Socialist Tanzania - in a pinch for cash - trades ideology for tourist dollars
Nairobi
Socialist Tanzania has pushed aside any former aversion to wealthy foreign tourists in the interests of bringing new money into the country. The desperately poor nation now is launching a tourist campaign to lure travelers to the Serengeti National Park, which has one of the greatest concentrations of wild animals in the world, the Ngorongoro Crater, and Mt. Kilimanjaro, the highest mountain in Africa.
Forgotten in the search for foreign exchange has been Tanzania's former idealistic reluctance to ''corrupt'' its poor people with floods of dollars. In its eagerness to attract foreigners, Tanzania has even encouraged the hunting of many wild animals.

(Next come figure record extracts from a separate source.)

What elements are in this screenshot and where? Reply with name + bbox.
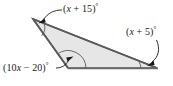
angle-label-top-operator: + (71, 3, 82, 14)
angle-label-right: (x + 5)° (126, 27, 156, 37)
angle-label-bottom-prefix: (10 (3, 62, 17, 73)
angle-label-top: (x + 15)° (63, 4, 98, 14)
angle-label-top-constant: 15) (82, 3, 96, 14)
leader-arrowhead-right (147, 60, 155, 66)
angle-label-right-degree: ° (153, 25, 156, 33)
angle-label-right-operator: + (134, 26, 145, 37)
angle-label-bottom-constant: 20) (32, 62, 46, 73)
angle-label-top-degree: ° (96, 2, 99, 10)
angle-label-bottom: (10x − 20)° (3, 63, 49, 73)
angle-label-bottom-degree: ° (46, 61, 49, 69)
leader-line-top (44, 10, 63, 20)
triangle-angle-figure: (x + 15)° (x + 5)° (10x − 20)° (0, 0, 173, 86)
leader-line-right (152, 40, 159, 62)
angle-label-bottom-operator: − (21, 62, 32, 73)
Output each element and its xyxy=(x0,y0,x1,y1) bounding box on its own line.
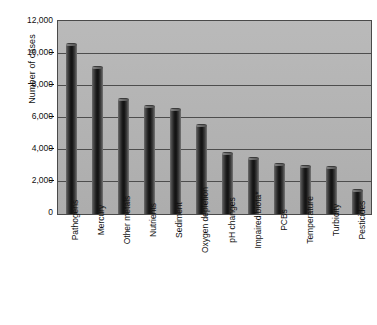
y-axis-tick-labels: 12,000 10,000 8,000 6,000 4,000 2,000 0 xyxy=(0,0,53,325)
y-tick-mark xyxy=(49,180,54,181)
x-tick-label-wrapper: Impaired biota* xyxy=(246,214,260,314)
x-tick-label-wrapper: Pesticides xyxy=(350,214,364,314)
x-tick-label-wrapper: Temperature xyxy=(298,214,312,314)
x-tick-label-wrapper: Pathogens xyxy=(63,214,77,314)
bar-top-cap xyxy=(352,189,363,192)
bar-top-cap xyxy=(144,105,155,108)
gridline xyxy=(58,85,371,86)
x-tick-label-wrapper: Sediment xyxy=(167,214,181,314)
bar xyxy=(274,165,285,214)
bar xyxy=(92,68,103,214)
plot-area xyxy=(57,20,372,215)
x-tick-label-wrapper: pH changes xyxy=(220,214,234,314)
bar-top-cap xyxy=(196,124,207,127)
bar-top-cap xyxy=(248,157,259,160)
x-tick-label-wrapper: Mercury xyxy=(89,214,103,314)
x-tick-label-wrapper: Nutrients xyxy=(141,214,155,314)
x-tick-label: pH changes xyxy=(227,197,237,242)
x-tick-label: Nutrients xyxy=(148,203,158,237)
bar xyxy=(144,107,155,214)
bar-top-cap xyxy=(66,43,77,46)
x-tick-label-wrapper: Oxygen depletion xyxy=(193,214,207,314)
y-tick-label: 2,000 xyxy=(9,176,53,185)
x-tick-label: Oxygen depletion xyxy=(200,187,210,253)
bar xyxy=(170,110,181,214)
bar-chart-figure: Number of cases 12,000 10,000 8,000 6,00… xyxy=(0,0,377,325)
y-tick-label: 10,000 xyxy=(9,48,53,57)
bar-top-cap xyxy=(274,163,285,166)
bar xyxy=(66,45,77,214)
x-tick-label: Sediment xyxy=(174,202,184,238)
x-tick-label: Mercury xyxy=(96,205,106,236)
x-tick-label-wrapper: PCBs xyxy=(272,214,286,314)
y-tick-label: 0 xyxy=(9,208,53,217)
y-tick-label: 8,000 xyxy=(9,80,53,89)
y-tick-mark xyxy=(49,52,54,53)
y-tick-label: 4,000 xyxy=(9,144,53,153)
gridline xyxy=(58,117,371,118)
gridline xyxy=(58,53,371,54)
bar-top-cap xyxy=(170,108,181,111)
x-tick-label: Turbidity xyxy=(331,204,341,236)
x-tick-label: Other metals xyxy=(122,196,132,245)
x-tick-label-wrapper: Turbidity xyxy=(324,214,338,314)
bar-top-cap xyxy=(222,152,233,155)
y-tick-mark xyxy=(49,116,54,117)
bar-top-cap xyxy=(326,166,337,169)
y-tick-mark xyxy=(49,84,54,85)
x-tick-label: Pesticides xyxy=(357,201,367,240)
gridline xyxy=(58,181,371,182)
bar-top-cap xyxy=(118,98,129,101)
bar-top-cap xyxy=(92,66,103,69)
x-tick-label-wrapper: Other metals xyxy=(115,214,129,314)
x-tick-label: PCBs xyxy=(279,209,289,231)
y-tick-label: 6,000 xyxy=(9,112,53,121)
x-tick-label: Pathogens xyxy=(70,200,80,241)
y-tick-label: 12,000 xyxy=(9,16,53,25)
bar-top-cap xyxy=(300,165,311,168)
gridline xyxy=(58,149,371,150)
x-axis-tick-labels: PathogensMercuryOther metalsNutrientsSed… xyxy=(57,214,370,324)
x-tick-label: Impaired biota* xyxy=(253,191,263,248)
x-tick-label: Temperature xyxy=(305,196,315,244)
y-tick-mark xyxy=(49,148,54,149)
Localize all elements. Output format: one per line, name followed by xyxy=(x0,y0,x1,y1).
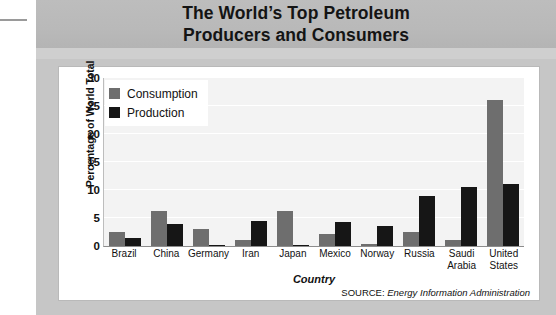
bar-group xyxy=(277,78,309,246)
page: The World’s Top Petroleum Producers and … xyxy=(0,0,556,315)
y-tick-label: 10 xyxy=(72,184,100,196)
bar-chart: Percentage of World Total 051015202530 C… xyxy=(58,66,540,315)
x-tick-label: Japan xyxy=(272,248,314,271)
source-name: Energy Information Administration xyxy=(387,287,530,298)
y-tick-label: 15 xyxy=(72,156,100,168)
bar-consumption xyxy=(277,211,293,246)
bar-production xyxy=(335,222,351,246)
y-axis-ticks: 051015202530 xyxy=(72,66,100,256)
x-tick-label: Norway xyxy=(356,248,398,271)
x-axis-ticks: BrazilChinaGermanyIranJapanMexicoNorwayR… xyxy=(103,248,525,271)
bar-consumption xyxy=(445,240,461,246)
bar-consumption xyxy=(487,100,503,246)
bar-group xyxy=(445,78,477,246)
legend-item: Consumption xyxy=(109,84,198,103)
x-tick-label: China xyxy=(145,248,187,271)
legend-label: Consumption xyxy=(127,87,198,101)
bar-consumption xyxy=(319,234,335,246)
bar-group xyxy=(361,78,393,246)
bar-consumption xyxy=(109,232,125,246)
bar-group xyxy=(403,78,435,246)
margin-rule xyxy=(0,19,27,21)
bar-group xyxy=(319,78,351,246)
bar-consumption xyxy=(151,211,167,246)
figure-title: The World’s Top Petroleum Producers and … xyxy=(36,2,556,46)
x-tick-label: Iran xyxy=(230,248,272,271)
bar-production xyxy=(209,245,225,246)
y-tick-label: 25 xyxy=(72,100,100,112)
figure-title-line2: Producers and Consumers xyxy=(36,24,556,46)
legend-label: Production xyxy=(127,106,184,120)
title-band-shadow xyxy=(36,48,556,59)
x-tick-label: Germany xyxy=(187,248,229,271)
legend-swatch-icon xyxy=(109,107,120,118)
bar-production xyxy=(461,187,477,246)
y-tick-label: 20 xyxy=(72,128,100,140)
bar-production xyxy=(503,184,519,246)
bar-production xyxy=(419,196,435,246)
bar-consumption xyxy=(361,244,377,246)
bar-production xyxy=(251,221,267,246)
x-tick-label: Mexico xyxy=(314,248,356,271)
x-tick-label: Russia xyxy=(398,248,440,271)
legend-swatch-icon xyxy=(109,88,120,99)
bar-consumption xyxy=(403,232,419,246)
y-tick-label: 0 xyxy=(72,240,100,252)
bar-consumption xyxy=(235,240,251,246)
y-tick-label: 5 xyxy=(72,212,100,224)
bar-production xyxy=(377,226,393,246)
figure-title-line1: The World’s Top Petroleum xyxy=(182,3,410,23)
x-tick-label: United States xyxy=(483,248,525,271)
bar-group xyxy=(487,78,519,246)
chart-legend: ConsumptionProduction xyxy=(105,80,208,126)
bar-production xyxy=(125,238,141,246)
legend-item: Production xyxy=(109,103,198,122)
x-tick-label: Saudi Arabia xyxy=(441,248,483,271)
y-tick-label: 30 xyxy=(72,72,100,84)
source-prefix: SOURCE: xyxy=(341,287,384,298)
bar-group xyxy=(235,78,267,246)
x-tick-label: Brazil xyxy=(103,248,145,271)
bar-production xyxy=(293,245,309,246)
source-note: SOURCE: Energy Information Administratio… xyxy=(58,287,530,298)
left-margin xyxy=(0,0,36,315)
bar-production xyxy=(167,224,183,246)
bar-consumption xyxy=(193,229,209,246)
x-axis-label: Country xyxy=(103,273,525,285)
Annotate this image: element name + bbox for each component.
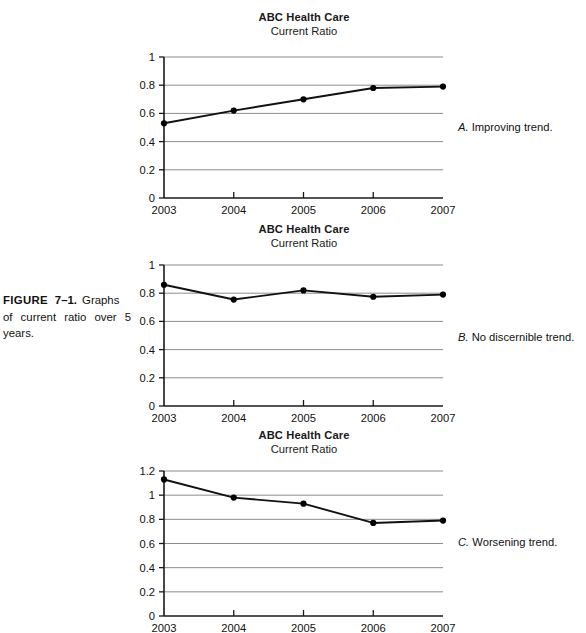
x-tick-label: 2006 xyxy=(361,204,386,216)
chart-b-svg: 00.20.40.60.8120032004200520062007 xyxy=(0,222,586,427)
data-point-marker xyxy=(370,294,376,300)
panel-note-b-text: No discernible trend. xyxy=(472,331,575,343)
y-tick-label: 0 xyxy=(149,192,155,204)
chart-a-svg: 00.20.40.60.8120032004200520062007 xyxy=(0,10,586,220)
y-tick-label: 1 xyxy=(149,259,155,271)
data-point-marker xyxy=(300,96,306,102)
data-point-marker xyxy=(440,84,446,90)
x-tick-label: 2004 xyxy=(221,412,246,424)
y-tick-label: 0.4 xyxy=(139,562,155,574)
x-tick-label: 2006 xyxy=(361,622,386,633)
y-tick-label: 0.6 xyxy=(139,315,155,327)
chart-c-plot-area: 00.20.40.60.811.220032004200520062007 xyxy=(0,428,586,633)
x-tick-label: 2007 xyxy=(431,622,456,633)
y-tick-label: 0.8 xyxy=(139,287,155,299)
y-tick-label: 0 xyxy=(149,400,155,412)
x-tick-label: 2006 xyxy=(361,412,386,424)
x-tick-label: 2003 xyxy=(152,412,177,424)
data-point-marker xyxy=(161,476,167,482)
x-tick-label: 2003 xyxy=(152,622,177,633)
data-point-marker xyxy=(161,120,167,126)
x-tick-label: 2005 xyxy=(291,204,316,216)
y-tick-label: 1 xyxy=(149,489,155,501)
chart-panel-a: ABC Health Care Current Ratio 00.20.40.6… xyxy=(0,10,586,220)
data-point-marker xyxy=(370,520,376,526)
data-point-marker xyxy=(161,282,167,288)
x-tick-label: 2004 xyxy=(221,622,246,633)
data-point-marker xyxy=(440,517,446,523)
y-tick-label: 0.2 xyxy=(139,164,155,176)
panel-note-c-letter: C. xyxy=(458,536,469,548)
data-point-marker xyxy=(300,287,306,293)
panel-note-c-text: Worsening trend. xyxy=(472,536,557,548)
y-tick-label: 0 xyxy=(149,610,155,622)
y-tick-label: 0.6 xyxy=(139,107,155,119)
panel-note-c: C. Worsening trend. xyxy=(458,536,557,548)
chart-c-svg: 00.20.40.60.811.220032004200520062007 xyxy=(0,428,586,633)
chart-b-plot-area: 00.20.40.60.8120032004200520062007 xyxy=(0,222,586,427)
y-tick-label: 0.4 xyxy=(139,344,155,356)
data-point-marker xyxy=(440,292,446,298)
y-tick-label: 0.4 xyxy=(139,136,155,148)
y-tick-label: 0.2 xyxy=(139,586,155,598)
x-tick-label: 2004 xyxy=(221,204,246,216)
panel-note-b: B. No discernible trend. xyxy=(458,331,574,343)
panel-note-a: A. Improving trend. xyxy=(458,121,553,133)
data-point-marker xyxy=(231,296,237,302)
chart-panel-c: ABC Health Care Current Ratio 00.20.40.6… xyxy=(0,428,586,633)
data-point-marker xyxy=(370,85,376,91)
y-tick-label: 0.8 xyxy=(139,79,155,91)
y-tick-label: 0.6 xyxy=(139,538,155,550)
y-tick-label: 0.2 xyxy=(139,372,155,384)
data-point-marker xyxy=(300,501,306,507)
y-tick-label: 1.2 xyxy=(139,465,155,477)
data-series-line xyxy=(164,87,443,124)
x-tick-label: 2007 xyxy=(431,412,456,424)
panel-note-a-letter: A. xyxy=(458,121,469,133)
y-tick-label: 0.8 xyxy=(139,513,155,525)
x-tick-label: 2005 xyxy=(291,622,316,633)
x-tick-label: 2003 xyxy=(152,204,177,216)
chart-a-plot-area: 00.20.40.60.8120032004200520062007 xyxy=(0,10,586,220)
panel-note-a-text: Improving trend. xyxy=(472,121,553,133)
data-point-marker xyxy=(231,494,237,500)
x-tick-label: 2007 xyxy=(431,204,456,216)
panel-note-b-letter: B. xyxy=(458,331,469,343)
chart-panel-b: ABC Health Care Current Ratio 00.20.40.6… xyxy=(0,222,586,427)
data-point-marker xyxy=(231,107,237,113)
x-tick-label: 2005 xyxy=(291,412,316,424)
y-tick-label: 1 xyxy=(149,51,155,63)
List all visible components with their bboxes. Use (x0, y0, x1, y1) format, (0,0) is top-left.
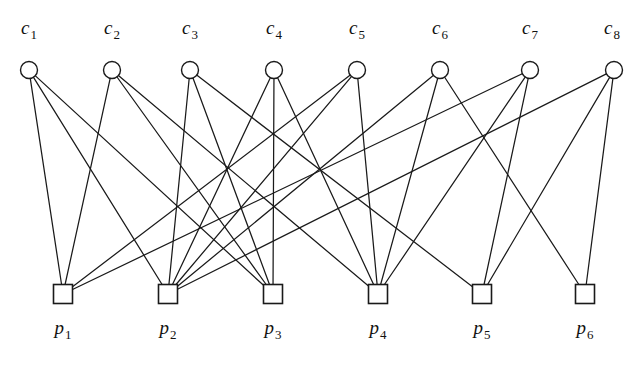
label-subscript: 8 (612, 27, 620, 42)
label-letter: p (265, 317, 275, 338)
label-subscript: 5 (483, 327, 491, 342)
check-node-label-c4: c4 (266, 18, 282, 41)
check-node-label-c2: c2 (104, 18, 120, 41)
check-nodes-layer (21, 62, 623, 79)
graph-edge (277, 77, 373, 284)
label-subscript: 6 (440, 27, 448, 42)
variable-node-label-p4: p4 (370, 318, 387, 341)
check-node-c5[interactable] (349, 62, 366, 79)
check-node-label-c1: c1 (21, 18, 37, 41)
graph-edge (193, 78, 270, 285)
check-node-c4[interactable] (266, 62, 283, 79)
graph-edge (273, 78, 274, 285)
graph-edge (73, 73, 523, 289)
check-node-c3[interactable] (182, 62, 199, 79)
graph-canvas (0, 0, 637, 365)
label-subscript: 2 (112, 27, 120, 42)
check-node-label-c8: c8 (604, 18, 620, 41)
variable-nodes-layer (54, 285, 595, 304)
label-subscript: 1 (29, 27, 37, 42)
graph-edge (358, 78, 377, 285)
variable-node-p1[interactable] (54, 285, 73, 304)
check-node-c6[interactable] (432, 62, 449, 79)
graph-edge (178, 74, 607, 290)
label-subscript: 3 (274, 327, 282, 342)
graph-edge (169, 78, 189, 285)
label-letter: p (370, 317, 380, 338)
check-node-label-c5: c5 (349, 18, 365, 41)
graph-edge (73, 75, 351, 287)
variable-node-p5[interactable] (473, 285, 492, 304)
variable-node-p2[interactable] (159, 285, 178, 304)
tanner-graph-figure: c1c2c3c4c5c6c7c8p1p2p3p4p5p6 (0, 0, 637, 365)
variable-node-p6[interactable] (576, 285, 595, 304)
label-letter: p (55, 317, 65, 338)
graph-edge (35, 75, 264, 285)
variable-node-label-p3: p3 (265, 318, 282, 341)
label-subscript: 5 (357, 27, 365, 42)
label-subscript: 7 (530, 27, 538, 42)
graph-edge (33, 77, 162, 285)
label-subscript: 1 (64, 327, 72, 342)
check-node-c1[interactable] (21, 62, 38, 79)
graph-edge (586, 78, 613, 285)
check-node-label-c7: c7 (522, 18, 538, 41)
graph-edge (178, 75, 434, 286)
label-letter: p (474, 317, 484, 338)
check-node-c2[interactable] (104, 62, 121, 79)
edges-layer (30, 73, 613, 289)
graph-edge (196, 75, 472, 287)
graph-edge (444, 77, 578, 285)
check-node-c7[interactable] (522, 62, 539, 79)
label-subscript: 3 (190, 27, 198, 42)
variable-node-label-p2: p2 (160, 318, 177, 341)
variable-node-label-p6: p6 (577, 318, 594, 341)
graph-edge (173, 77, 271, 284)
variable-node-label-p5: p5 (474, 318, 491, 341)
graph-edge (384, 77, 525, 285)
graph-edge (118, 75, 368, 286)
label-subscript: 6 (586, 327, 594, 342)
label-subscript: 2 (169, 327, 177, 342)
label-subscript: 4 (379, 327, 387, 342)
variable-node-p4[interactable] (369, 285, 388, 304)
check-node-c8[interactable] (606, 62, 623, 79)
label-letter: p (577, 317, 587, 338)
check-node-label-c3: c3 (182, 18, 198, 41)
check-node-label-c6: c6 (432, 18, 448, 41)
graph-edge (30, 78, 61, 285)
variable-node-p3[interactable] (264, 285, 283, 304)
label-subscript: 4 (274, 27, 282, 42)
variable-node-label-p1: p1 (55, 318, 72, 341)
label-letter: p (160, 317, 170, 338)
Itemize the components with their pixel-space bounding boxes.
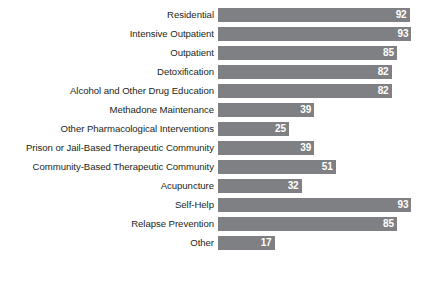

But it is not easy for such a poor country to revive tourism. Since the United Republic of Tanzania was formed in 1964, the tourist infrastructure of hotels, lodges, roads, transport, and food has gradually decayed.
Tanzania did not have enough tourist hotels to start with. At this point, most hotels are owned by the nationalized Tanzania Tourist Corporation.
Tanzania now is encouraging foreign investors and local firms develop to develop the hotel industry. Building new hotels, however, in the harsh economic climate of Tanzania, is expensive. So the government is trying to rehabilitate existing hotels and lodges and improve the tourist infrastructure.
The World Bank has stepped in with a rehabilitation program which includes overhauling hotel air conditioning systems, electrical installations, and sanitation facilities.
There are also diesel generators and vehicles being provided and the hotel and lodge buildings themselves are being restored and repaired.
About 100,000 tourists came to Tanzania in the 1982-1983 season, bringing some $17 million in foreign exchange.
Tourism Minister George Kahama, however, says: ''We should be getting a million tourists.''
Since the reopening of the Tanzania-Kenya border, arrangments have been made with Kenyan tour operators to offer tours to Tanzania. Some such tours involve beach holidays in Kenya and animal safaris in Tanzania.
West Germans are the most numerous tourists in all East Africa.